Turkey has asked French senators to reject a bill which makes it a crime to deny that the mass killings of Armenians in Ottoman Turkey were a "genocide."
Foreign Minister Ahmet Davutoglu, in televised comments on January 20, maintained that it was not right for France, as a country not directly implicated in the issue, to get involved in what amounts to an internal affair for Turkey.
"The discussion that will take place in the French Senate in the days ahead is beyond the Turkish-Armenian debate, and also beyond a third-party intervention in relations between two countries," he said.
"It is not right for a third country -- France -- to intervene in the history of two countries," he added. "It is not right and it is not fair. Removing freedom of expression, sentencing those who express their opinions is against the most basic principles of modern society."
Davutoglu said that Turkey expects France "to respect European values before anything else."
He said that "if the bill passes, it will remain as a black stain in France's intellectual history. And [Turkey] will always remind them of this black stain."
The French lower house approved the bill last month, threatening with jail anyone who denies that the mass killings of Armenians in 1915 were genocide -- something Turkey denies.
A Senate panel this week indicated that it would be unconstitutional for France to make it illegal to deny that the mass killings of Armenians by Ottoman Turks constituted genocide.
The panel also said that if the bill passed it would violate other statutes, including one on freedom of speech.
Nonetheless, the non-binding recommendation will not stop the vote going ahead on January 23, with the Senate leaders of President Nicolas Sarkozy's Union for a Popular Movement party (UMP) and the opposition Socialists saying they would vote in favor of the bill.
France also recognizes the Holocaust carried out against Jews and Roma by Nazi Germany during World War II as genocide.
compiled from agency reports
Foreign Minister Ahmet Davutoglu, in televised comments on January 20, maintained that it was not right for France, as a country not directly implicated in the issue, to get involved in what amounts to an internal affair for Turkey.
"The discussion that will take place in the French Senate in the days ahead is beyond the Turkish-Armenian debate, and also beyond a third-party intervention in relations between two countries," he said.
"It is not right for a third country -- France -- to intervene in the history of two countries," he added. "It is not right and it is not fair. Removing freedom of expression, sentencing those who express their opinions is against the most basic principles of modern society."
Davutoglu said that Turkey expects France "to respect European values before anything else."
He said that "if the bill passes, it will remain as a black stain in France's intellectual history.
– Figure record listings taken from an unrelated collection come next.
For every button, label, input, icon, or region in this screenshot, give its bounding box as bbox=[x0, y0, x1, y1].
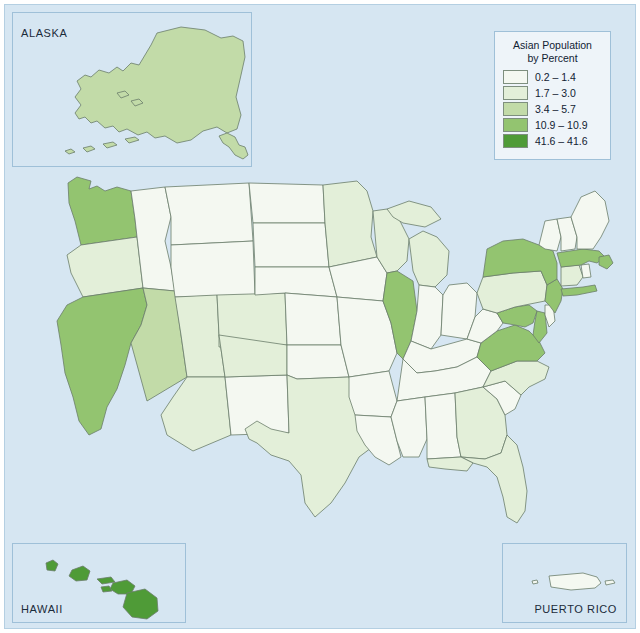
region-PR[interactable] bbox=[549, 573, 601, 590]
region-SD[interactable] bbox=[253, 223, 329, 267]
region-HI-molokai[interactable] bbox=[97, 577, 115, 584]
region-KS[interactable] bbox=[285, 293, 341, 345]
region-ND[interactable] bbox=[249, 183, 325, 223]
legend-label: 10.9 – 10.9 bbox=[535, 119, 588, 131]
region-AK-aleutians[interactable] bbox=[65, 149, 75, 154]
region-MN[interactable] bbox=[323, 181, 377, 267]
legend-title-line2: by Percent bbox=[527, 52, 577, 64]
region-OR[interactable] bbox=[67, 237, 143, 297]
legend-label: 0.2 – 1.4 bbox=[535, 71, 576, 83]
region-WA[interactable] bbox=[68, 177, 137, 245]
region-AK-aleutians-3[interactable] bbox=[103, 142, 117, 148]
region-HI-bigisland[interactable] bbox=[123, 589, 158, 619]
region-group-alaska[interactable] bbox=[65, 27, 248, 159]
legend-row[interactable]: 1.7 – 3.0 bbox=[503, 86, 602, 100]
region-WY[interactable] bbox=[171, 241, 255, 297]
region-PA[interactable] bbox=[477, 271, 547, 313]
legend-swatch-icon bbox=[503, 70, 528, 84]
region-CA[interactable] bbox=[57, 288, 147, 435]
region-NY-longisland[interactable] bbox=[561, 285, 597, 296]
region-IN[interactable] bbox=[411, 285, 443, 349]
region-ME[interactable] bbox=[571, 191, 609, 249]
legend-label: 41.6 – 41.6 bbox=[535, 135, 588, 147]
legend-label: 3.4 – 5.7 bbox=[535, 103, 576, 115]
region-MA[interactable] bbox=[557, 249, 605, 267]
legend-swatch-icon bbox=[503, 118, 528, 132]
region-HI-lanai[interactable] bbox=[101, 586, 112, 592]
region-RI[interactable] bbox=[581, 264, 591, 278]
legend-swatch-icon bbox=[503, 134, 528, 148]
map-canvas[interactable]: .st{stroke:#6b7d6b;stroke-width:0.8;stro… bbox=[4, 4, 636, 629]
map-figure: .st{stroke:#6b7d6b;stroke-width:0.8;stro… bbox=[0, 0, 640, 633]
region-group-puerto-rico[interactable] bbox=[532, 573, 615, 590]
region-NE[interactable] bbox=[255, 267, 337, 297]
legend-row[interactable]: 0.2 – 1.4 bbox=[503, 70, 602, 84]
region-PR-mona[interactable] bbox=[532, 580, 538, 584]
legend-swatch-icon bbox=[503, 102, 528, 116]
legend-row[interactable]: 3.4 – 5.7 bbox=[503, 102, 602, 116]
inset-label-hawaii: HAWAII bbox=[21, 603, 63, 615]
legend-row[interactable]: 41.6 – 41.6 bbox=[503, 134, 602, 148]
legend-label: 1.7 – 3.0 bbox=[535, 87, 576, 99]
region-OK[interactable] bbox=[287, 345, 349, 379]
region-AK-aleutians-2[interactable] bbox=[83, 146, 95, 152]
region-AK-panhandle[interactable] bbox=[219, 133, 248, 159]
legend-row[interactable]: 10.9 – 10.9 bbox=[503, 118, 602, 132]
region-MA-cape[interactable] bbox=[599, 255, 613, 269]
inset-label-alaska: ALASKA bbox=[21, 27, 67, 39]
region-MT[interactable] bbox=[165, 183, 253, 245]
region-group-conus[interactable] bbox=[57, 177, 613, 523]
map-legend: Asian Population by Percent 0.2 – 1.4 1.… bbox=[494, 31, 611, 160]
region-AZ[interactable] bbox=[161, 377, 231, 451]
region-AK-aleutians-4[interactable] bbox=[125, 137, 139, 143]
legend-title: Asian Population by Percent bbox=[503, 39, 602, 65]
region-PR-vieques[interactable] bbox=[605, 580, 615, 585]
region-HI-oahu[interactable] bbox=[69, 566, 90, 581]
inset-label-puerto-rico: PUERTO RICO bbox=[534, 603, 617, 615]
region-HI-kauai[interactable] bbox=[46, 560, 58, 571]
legend-entries: 0.2 – 1.4 1.7 – 3.0 3.4 – 5.7 10.9 – 10.… bbox=[503, 70, 602, 148]
legend-title-line1: Asian Population bbox=[513, 39, 592, 51]
region-CT[interactable] bbox=[561, 265, 583, 286]
legend-swatch-icon bbox=[503, 86, 528, 100]
region-AK[interactable] bbox=[75, 27, 245, 143]
region-AR[interactable] bbox=[349, 371, 397, 417]
region-MI[interactable] bbox=[409, 231, 449, 287]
And [Turkey] will always remind them of this black stain."
The French lower house approved the bill last month, threatening with jail anyone who denies that the mass killings of Armenians in 1915 were genocide -- something Turkey denies.
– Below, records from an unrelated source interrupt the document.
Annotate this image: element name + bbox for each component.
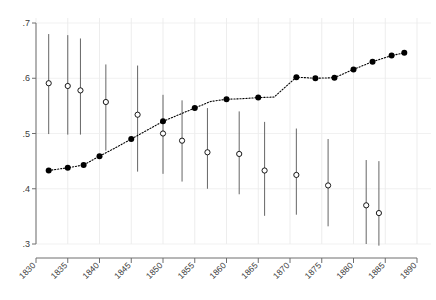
data-point-filled — [97, 153, 103, 159]
data-point-filled — [312, 75, 318, 81]
data-point-filled — [128, 136, 134, 142]
x-tick-label: 1835 — [49, 260, 70, 281]
data-point-open — [376, 210, 381, 215]
y-tick-label: .6 — [22, 73, 30, 83]
y-tick-label: .3 — [22, 239, 30, 249]
data-point-filled — [351, 66, 357, 72]
data-point-open — [262, 168, 267, 173]
chart-container: .3.4.5.6.7 18301835184018451850185518601… — [0, 0, 436, 300]
x-tick-label: 1885 — [366, 260, 387, 281]
x-tick-label: 1840 — [80, 260, 101, 281]
data-point-open — [205, 150, 210, 155]
x-tick-label: 1890 — [398, 260, 419, 281]
data-point-filled — [46, 168, 52, 174]
x-tick-label: 1865 — [239, 260, 260, 281]
data-point-filled — [255, 95, 261, 101]
x-tick-label: 1875 — [303, 260, 324, 281]
x-tick-label: 1880 — [334, 260, 355, 281]
data-point-open — [135, 112, 140, 117]
data-point-open — [237, 151, 242, 156]
data-point-filled — [389, 53, 395, 59]
x-tick-label: 1855 — [176, 260, 197, 281]
x-tick-label: 1870 — [271, 260, 292, 281]
data-point-open — [78, 88, 83, 93]
x-tick-label: 1850 — [144, 260, 165, 281]
error-bars — [49, 34, 379, 246]
data-point-open — [294, 172, 299, 177]
y-tick-label: .5 — [22, 129, 30, 139]
x-tick-label: 1830 — [17, 260, 38, 281]
data-point-filled — [224, 96, 230, 102]
data-point-filled — [293, 74, 299, 80]
data-point-filled — [160, 118, 166, 124]
y-tick-labels: .3.4.5.6.7 — [22, 18, 30, 249]
y-tick-label: .7 — [22, 18, 30, 28]
data-point-filled — [65, 165, 71, 171]
data-point-open — [65, 83, 70, 88]
scatter-plot-svg: .3.4.5.6.7 18301835184018451850185518601… — [0, 0, 436, 300]
data-point-open — [179, 138, 184, 143]
data-point-open — [103, 99, 108, 104]
data-point-open — [46, 81, 51, 86]
x-tick-labels: 1830183518401845185018551860186518701875… — [17, 260, 419, 281]
y-tick-label: .4 — [22, 184, 30, 194]
x-tick-label: 1860 — [207, 260, 228, 281]
data-point-filled — [401, 50, 407, 56]
x-tick-label: 1845 — [112, 260, 133, 281]
data-point-filled — [192, 105, 198, 111]
y-axis — [32, 23, 36, 244]
data-point-open — [160, 131, 165, 136]
grid-lines — [36, 18, 431, 244]
data-point-open — [326, 183, 331, 188]
data-point-filled — [81, 162, 87, 168]
data-point-filled — [370, 59, 376, 65]
data-point-filled — [331, 75, 337, 81]
data-point-open — [364, 203, 369, 208]
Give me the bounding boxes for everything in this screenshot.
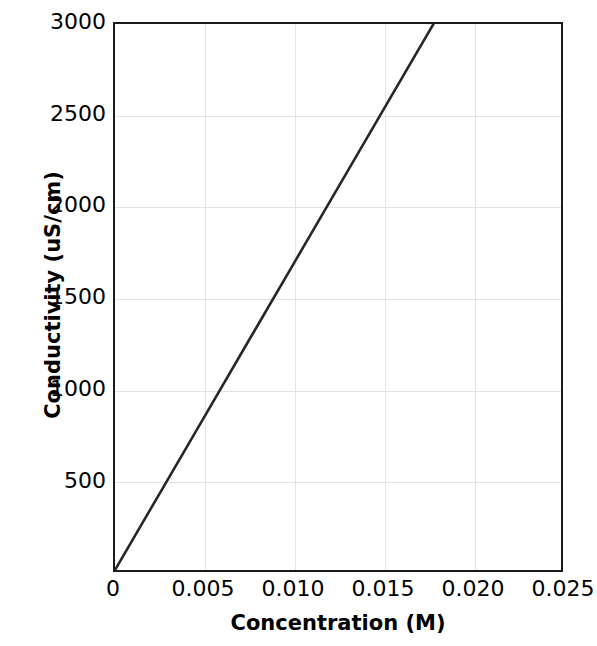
y-tick-label-2500: 2500: [50, 103, 106, 125]
conductivity-concentration-chart: Conductivity (uS/cm) Concentration (M) 3…: [0, 0, 597, 646]
y-tick-label-1000: 1000: [50, 378, 106, 400]
x-axis-title: Concentration (M): [113, 611, 563, 635]
y-tick-label-3000: 3000: [50, 11, 106, 33]
y-tick-label-1500: 1500: [50, 286, 106, 308]
y-tick-label-500: 500: [64, 470, 106, 492]
y-tick-label-2000: 2000: [50, 194, 106, 216]
data-line-conductivity: [115, 24, 433, 570]
plot-area: [113, 22, 563, 572]
x-tick-label-0.025: 0.025: [503, 578, 597, 600]
series-layer: [115, 24, 561, 570]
A Senate panel this week indicated that it would be unconstitutional for France to make it illegal to deny that the mass killings of Armenians by Ottoman Turks constituted genocide.
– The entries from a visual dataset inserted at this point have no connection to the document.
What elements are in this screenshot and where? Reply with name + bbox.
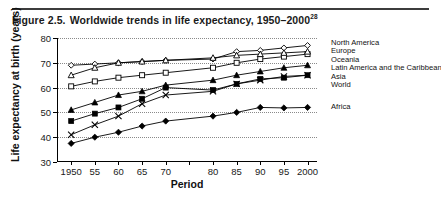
series-europe [69, 52, 310, 89]
y-tick-label-40: 40 [40, 132, 51, 143]
y-tick-30 [53, 162, 57, 163]
x-tick-label-1965: 65 [137, 166, 148, 177]
x-tick-label-1995: 95 [279, 166, 290, 177]
x-tick-label-1960: 60 [113, 166, 124, 177]
figure-footnote-marker: 28 [310, 13, 317, 20]
chart-legend: North AmericaEuropeOceaniaLatin America … [331, 39, 439, 89]
plot-area: 304050607080 195055606570808590952000 [57, 38, 317, 162]
x-tick-label-2000: 2000 [297, 166, 318, 177]
y-tick-label-30: 30 [40, 157, 51, 168]
legend-item-world: World [331, 81, 439, 89]
series-north-america [68, 43, 310, 69]
x-tick-label-1980: 80 [208, 166, 219, 177]
x-tick-label-1970: 70 [160, 166, 171, 177]
inline-series-label-africa: Africa [331, 102, 350, 111]
y-tick-label-50: 50 [40, 107, 51, 118]
x-tick-label-1950: 1950 [61, 166, 82, 177]
x-axis-title: Period [57, 178, 317, 190]
legend-item-latin-america-and-the-caribbean: Latin America and the Caribbean [331, 64, 439, 72]
y-tick-label-60: 60 [40, 82, 51, 93]
x-tick-label-1985: 85 [231, 166, 242, 177]
y-tick-label-80: 80 [40, 33, 51, 44]
series-layer [57, 38, 317, 162]
series-latin-america-and-the-caribbean [68, 62, 310, 112]
y-axis-title: Life expectancy at birth (years) [8, 38, 22, 162]
figure-top-rule [12, 8, 429, 10]
figure-title: Worldwide trends in life expectancy, 195… [70, 14, 311, 26]
x-tick-label-1990: 90 [255, 166, 266, 177]
figure-caption: Figure 2.5.Worldwide trends in life expe… [12, 13, 432, 26]
figure-panel: Figure 2.5.Worldwide trends in life expe… [0, 0, 441, 201]
x-tick-label-1955: 55 [90, 166, 101, 177]
y-tick-label-70: 70 [40, 57, 51, 68]
series-asia [69, 73, 310, 124]
series-world [68, 72, 311, 138]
The panel also said that if the bill passed it would violate other statutes, including one on freedom of speech.
Nonetheless, the non-binding recommendation will not stop the vote going ahead on January 23, with the Senate leaders of President Nicolas Sarkozy's Union for a Popular Movement party (UMP) and the opposition Socialists saying they would vote in favor of the bill.
France also recognizes the Holocaust carried out against Jews and Roma by Nazi Germany during World War II as genocide.